Attacking the health problem facing more than 127 million Americans

By Around the Web

(Image courtesy Pixabay)
(Image courtesy Pixabay)

[Editor’s note: This story originally was published by Real Clear Health.]

By Erika Emerson
Real Clear Health

If you’re sitting in a congressional office or any public space, look around and count the people around you. As you get to the eighth person, consider that one in eight adults in America has diabetes. Another 90 million have pre-diabetes. With such a staggering impact on America, Congress needs to take action to address the cost of prescription drugs, insufficient access to innovative medicines and devices and holes in coverage that could stop diabetes from developing or slow its impact.

Diabetes impacts more than just the 127 million Americans with diabetes and pre-diabetes, it also impacts our entire health system. Addressing the needs of people with diabetes will require more than simply applying legislative Band-aids. It will take Congress addressing problems both immediate and systemic. Since diabetes doesn’t care about your politics, members of both parties should stop talking and start acting.

Here are three crucial issues facing Americans with or at risk for diabetes, and the substantive policy solutions that Congress should enact this year:

Problem One – Rising Drug Costs

In the immediate term, Congress can enact a federal copay cap and eliminate deductibles for insulin in all health plans. This will ease the financial toxicity experienced by their constituents stuck paying inflated prices for this life saving medicine.

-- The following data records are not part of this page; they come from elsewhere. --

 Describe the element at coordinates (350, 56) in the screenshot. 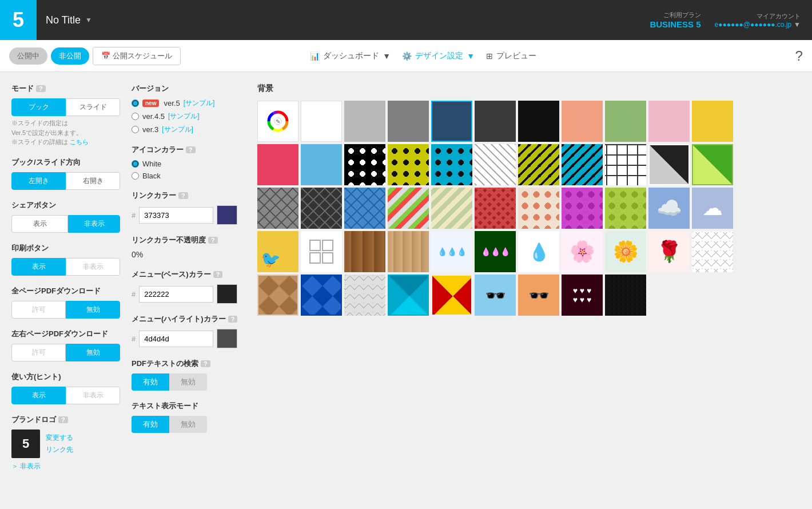

I see `dashboard-button: 📊 ダッシュボード ▼` at that location.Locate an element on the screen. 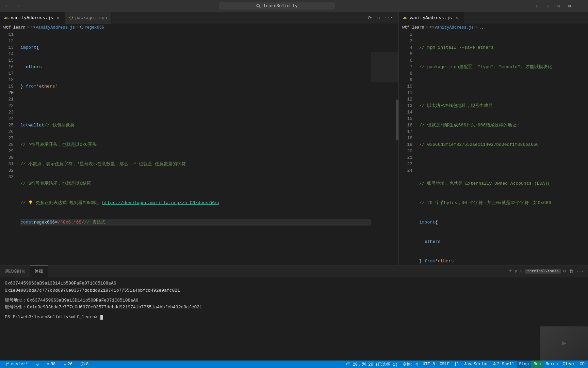 This screenshot has height=368, width=588. tab-close-right-button: ✕ is located at coordinates (457, 18).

Then it can address systemic issues driving up drug prices, like the outsized role of pharmacy benefit managers (PBMs). For more than a decade, PBMs have had the opportunity to pad their bottom line through a lack of transparency. Proposed bills, like Senator Grassley and Senator Cantwell’s Pharmacy Benefit Manager Transparency Act of 2022, seek to address the PBM issue by ensuring transparency and accountability for PBMs.

Problem Two – Diabetes Prevention

Congress must address risk factors associated with diabetes like obesity. Weight can play a crucial role in the development of type 2 diabetes. For example, 90% of American adults diagnosed with diabetes are overweight or obese. While obesity treatment can assist with prevention, many patients don’t receive treatment because of stigma, weight bias and access inequities. If passed, the Treat and Reduce Obesity Act of 2021, H.R. 1577, would address two key problems that stand in the way of receiving treatment. First, it would ensure coverage under Medicare Part D for FDA approved medications for chronic weight management. Second, it would offer more coverage for treatment with nutritionists, clinical psychologists and dietitians. Passage of this bill would improve access to care in underserved communities and help to address health disparities in populations disproportionately impacted by obesity and diabetes.

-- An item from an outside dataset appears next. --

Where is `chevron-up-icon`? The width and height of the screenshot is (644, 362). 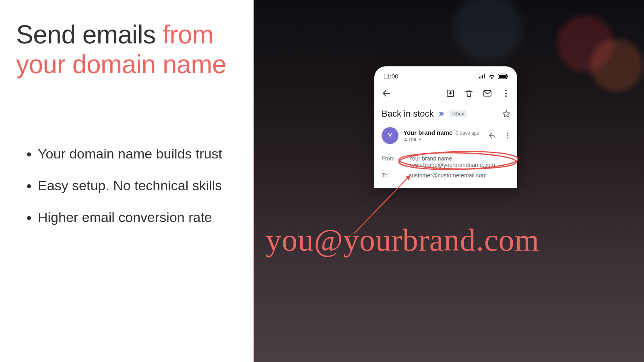 chevron-up-icon is located at coordinates (420, 139).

Problem Three – Affordable Medicines

Congress should improve coverage of generics and biosimilars with H.R. 2846, the Ensuring Access to Lower-Cost Medicines for Seniors Act of 2021. One counterintuitive quirk of our insurance system is a failure to cover generics and biosimilars, lower cost medications approved as safe and effective equivalents to branded products. Biosimilar medicines typically come onto the market priced 30% below its branded reference drug. Covering these medicines would create cost savings for patients and payers alike. H.R. 2846 would address this issue by automatically covering low-cost generics and biosimilars and ensuring those medications are added to Medicare formularies immediately after they are launched.

Americans are frustrated with Washington’s gridlock. Year in and out, politicians promise to make a difference in the lives of people living with diabetes. Yet, nothing is done at the federal level. That’s why the Diabetes Leadership Council in partnership with the Diabetes Patient Advocacy Coalition is ramping up our advocacy efforts. We need you to listen to your constituents and take action on the solutions that could make a difference.

It’s time for less talk and more action on diabetes.

Erika B. Emerson is Chief Policy Officer of the Diabetes Leadership Council. She has more than 20 years of health policy and advocacy experience and holds a Master’s Degree in Public Policy from the Harvard Kennedy School and a Bachelor’s Degree in Journalism and Political Science from the University of Wisconsin-Madison

[Editor’s note: This story originally was published by Real Clear Health.]